Rutelli, a former mayor of Rome, is promising tax breaks, job development and anti-crime measures.

Rutelli told CNN he was confident of victory. "I will win the elections. I will (create an) Italy, beloved all over the world for its beauty, history, art, but also for its technological, industrial capability. Italy will be an important partner and not a problem for Europe and the world.

"We are in a very close, tight race and we are going to win at the last lap." Berlusconi's closing campaign TV appearance on one of his networks showed a blowup of an electoral "contract" he said he was signing with Italians.

In the "contract," he pledged to reduce taxes and crime, raise pensions, create 1.5 million jobs and increase public works projects.

With little difference on issues like fighting crime and unemployment, and with relatively scant domestic concern by many over the prospect of a media baron at the helm of a democracy, Rutelli's last day of campaigning, on Friday, on Berlusconi's political allies.

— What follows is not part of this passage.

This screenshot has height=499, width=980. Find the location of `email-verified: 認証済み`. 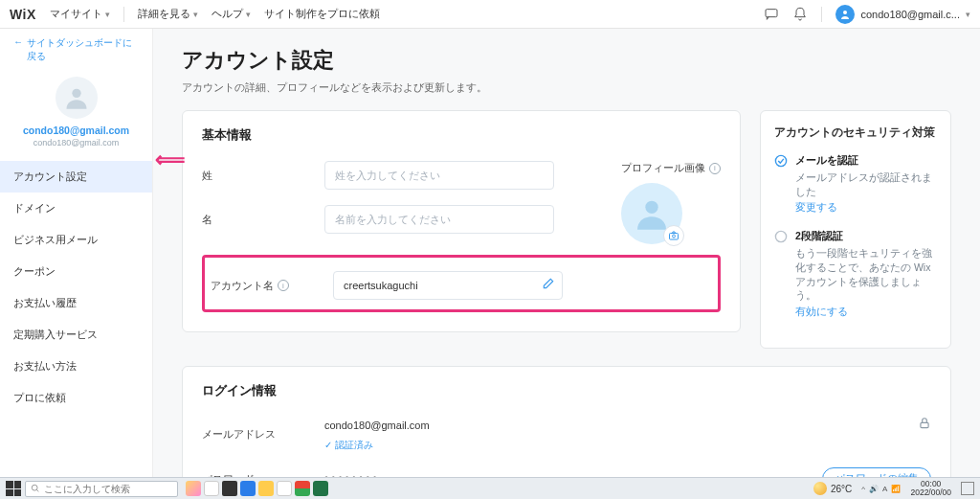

One of these allies is Umberto Bossi, whose anti-immigrant stand has earned him comparisons to Austria's far-right leader Joerg Haider.

Bossi's Northern League has advocated secession for Italy's affluent north.

It was Bossi's betrayal in 1994 that brought down Berlusconi's coalition when the magnate had been premier for barely eight months.

"An Italy in the hands of Bossi would be an Italy that wouldn't be accepted in Europe," Rutelli said.

Berlusconi's forces in this election made a campaign alliance in Sicily with the Tricolor Flame, an openly neofascist party, while making a national pact with the formerly neofascist National Alliance party.

The centre-left boasted during the campaign of having guided Italy, through restrained spending, into the charter club of countries using the new common currency, the euro.

While both men pledged tax relief for a country where the middle-class can pay more than 40 percent in income tax, Rutelli claimed that Berlusconi's vow to increase pension payments while drastically slashing taxes would jeopardise Italy's participation in the euro.

Berlusconi's rivals have also tried to make capital out of his troubles with prosecutors, who nearly a decade ago began pursuing him in corruption and bribery investigations.

"Do we deserve this man?" headlined the communist daily Il Manifesto across a half-page photo of Berlusconi with his hands raised like an orchestra director's.

Il Giornale, a conservative Milan daily whose board of directors include Berlusconi's brother, ran this banner headline: "Berlusconi: a vote against the lies."

Berlusconi has depicted himself as a victim of prosecutors he claims sympathise with the left.

If Berlusconi wins, he will control state television and effectively dominate nearly all of Italy's major television markets.

His business empire includes the nation's three main TV networks, and as head of government he could wield influence over the three networks of RAI state television.